Film Representations of Indigenous Peoples

The 2010 Northeast Historic Film Summer Symposium, a multi-disciplinary gathering devoted to the history, theory, and preservation of moving images, is scheduled for Friday, July 23 and Saturday, July 24, in the coastal town of Bucksport, Maine. This year, the symposium will explore amateur and noncommercial filmmakers’ representations of indigenous peoples and cultures. In particular, it will focus on the output of filmmakers who have worked outside the mainstream to advance historical, cultural, and critical understanding of indigenous peoples, and to counter mythmaking about those societies. Potential topics include travel films and their audiences, defining the indigenous, documenting lost languages, privacy and informed consent, indigenous peoples as filmmakers, issues of the sacred and profane, and many more.

Northeast Historic Film will run the event, which is open to archivists, artists, and scholars from all disciplines. The organization, which has a 125-seat cinema with 35mm, 16mm, videotape, and DVD projection, invites submissions of proposed presentations in the form of emailed 250-500 word abstracts. The Symposium Program Committee (Snowden Becker, Univ. of Texas, Janna Jones, Northern Arizona University and Mark Neumann, Northern Arizona University) has begun reviewing proposals. Information: NHF2010@gmail.com.

The tentative schedule with a list of presenters and topics is available at the museum’s website, as is a registration form.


● **Task brief**
Down to the last line, retype the records below exactly and skip the pictures.

▽

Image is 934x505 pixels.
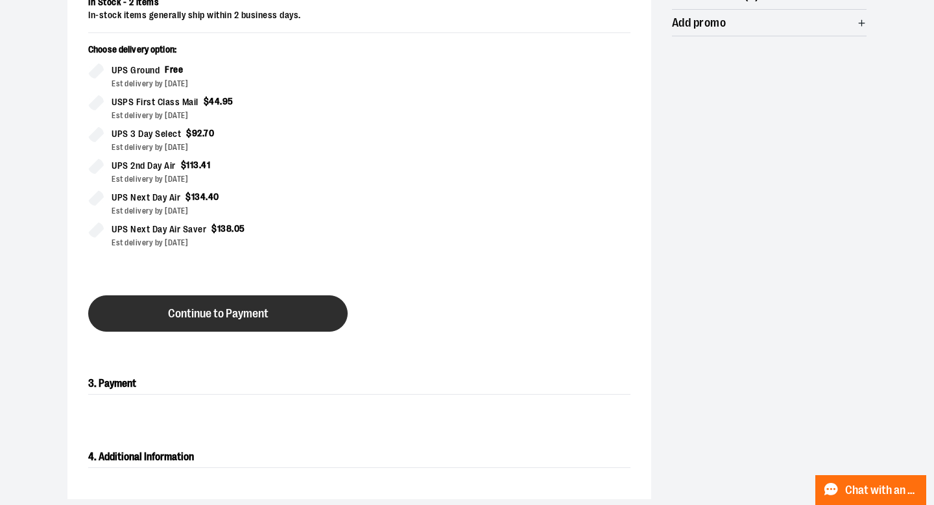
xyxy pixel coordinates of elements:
[181,160,187,170] span: $
[88,373,630,394] h2: 3. Payment
[88,446,630,468] h2: 4. Additional Information
[112,173,349,185] div: Est delivery by [DATE]
[112,95,198,110] span: USPS First Class Mail
[204,128,214,138] span: 70
[112,205,349,217] div: Est delivery by [DATE]
[208,191,219,202] span: 40
[217,223,232,233] span: 138
[204,96,209,106] span: $
[232,223,234,233] span: .
[186,160,199,170] span: 113
[88,95,104,110] input: USPS First Class Mail$44.95Est delivery by [DATE]
[112,158,176,173] span: UPS 2nd Day Air
[165,64,183,75] span: Free
[199,160,202,170] span: .
[88,43,349,63] p: Choose delivery option:
[211,223,217,233] span: $
[112,110,349,121] div: Est delivery by [DATE]
[88,126,104,142] input: UPS 3 Day Select$92.70Est delivery by [DATE]
[88,295,348,331] button: Continue to Payment
[88,9,630,22] div: In-stock items generally ship within 2 business days.
[209,96,220,106] span: 44
[88,63,104,78] input: UPS GroundFreeEst delivery by [DATE]
[234,223,245,233] span: 05
[88,222,104,237] input: UPS Next Day Air Saver$138.05Est delivery by [DATE]
[192,128,202,138] span: 92
[112,126,181,141] span: UPS 3 Day Select
[815,475,927,505] button: Chat with an Expert
[206,191,208,202] span: .
[185,191,191,202] span: $
[186,128,192,138] span: $
[168,307,268,320] span: Continue to Payment
[112,78,349,89] div: Est delivery by [DATE]
[88,190,104,206] input: UPS Next Day Air$134.40Est delivery by [DATE]
[672,10,866,36] button: Add promo
[191,191,206,202] span: 134
[112,237,349,248] div: Est delivery by [DATE]
[112,222,206,237] span: UPS Next Day Air Saver
[112,190,180,205] span: UPS Next Day Air
[112,141,349,153] div: Est delivery by [DATE]
[672,17,726,29] span: Add promo
[202,128,204,138] span: .
[112,63,160,78] span: UPS Ground
[220,96,222,106] span: .
[88,158,104,174] input: UPS 2nd Day Air$113.41Est delivery by [DATE]
[222,96,233,106] span: 95
[201,160,210,170] span: 41
[845,484,918,496] span: Chat with an Expert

△

● **Output**
Image is 934x505 pixels.
xyxy pixel coordinates of elements:
[181,160,187,170] span: $
[88,373,630,394] h2: 3. Payment
[88,446,630,468] h2: 4. Additional Information
[112,173,349,185] div: Est delivery by [DATE]
[112,95,198,110] span: USPS First Class Mail
[204,128,214,138] span: 70
[112,205,349,217] div: Est delivery by [DATE]
[208,191,219,202] span: 40
[217,223,232,233] span: 138
[204,96,209,106] span: $
[232,223,234,233] span: .
[186,160,199,170] span: 113
[88,95,104,110] input: USPS First Class Mail$44.95Est delivery by [DATE]
[112,158,176,173] span: UPS 2nd Day Air
[165,64,183,75] span: Free
[199,160,202,170] span: .
[88,43,349,63] p: Choose delivery option:
[211,223,217,233] span: $
[112,110,349,121] div: Est delivery by [DATE]
[88,126,104,142] input: UPS 3 Day Select$92.70Est delivery by [DATE]
[88,295,348,331] button: Continue to Payment
[88,9,630,22] div: In-stock items generally ship within 2 business days.
[209,96,220,106] span: 44
[88,63,104,78] input: UPS GroundFreeEst delivery by [DATE]
[234,223,245,233] span: 05
[88,222,104,237] input: UPS Next Day Air Saver$138.05Est delivery by [DATE]
[192,128,202,138] span: 92
[112,126,181,141] span: UPS 3 Day Select
[815,475,927,505] button: Chat with an Expert
[206,191,208,202] span: .
[185,191,191,202] span: $
[186,128,192,138] span: $
[168,307,268,320] span: Continue to Payment
[112,78,349,89] div: Est delivery by [DATE]
[88,190,104,206] input: UPS Next Day Air$134.40Est delivery by [DATE]
[672,10,866,36] button: Add promo
[191,191,206,202] span: 134
[112,237,349,248] div: Est delivery by [DATE]
[112,222,206,237] span: UPS Next Day Air Saver
[112,190,180,205] span: UPS Next Day Air
[112,141,349,153] div: Est delivery by [DATE]
[672,17,726,29] span: Add promo
[202,128,204,138] span: .
[112,63,160,78] span: UPS Ground
[220,96,222,106] span: .
[88,158,104,174] input: UPS 2nd Day Air$113.41Est delivery by [DATE]
[222,96,233,106] span: 95
[201,160,210,170] span: 41
[845,484,918,496] span: Chat with an Expert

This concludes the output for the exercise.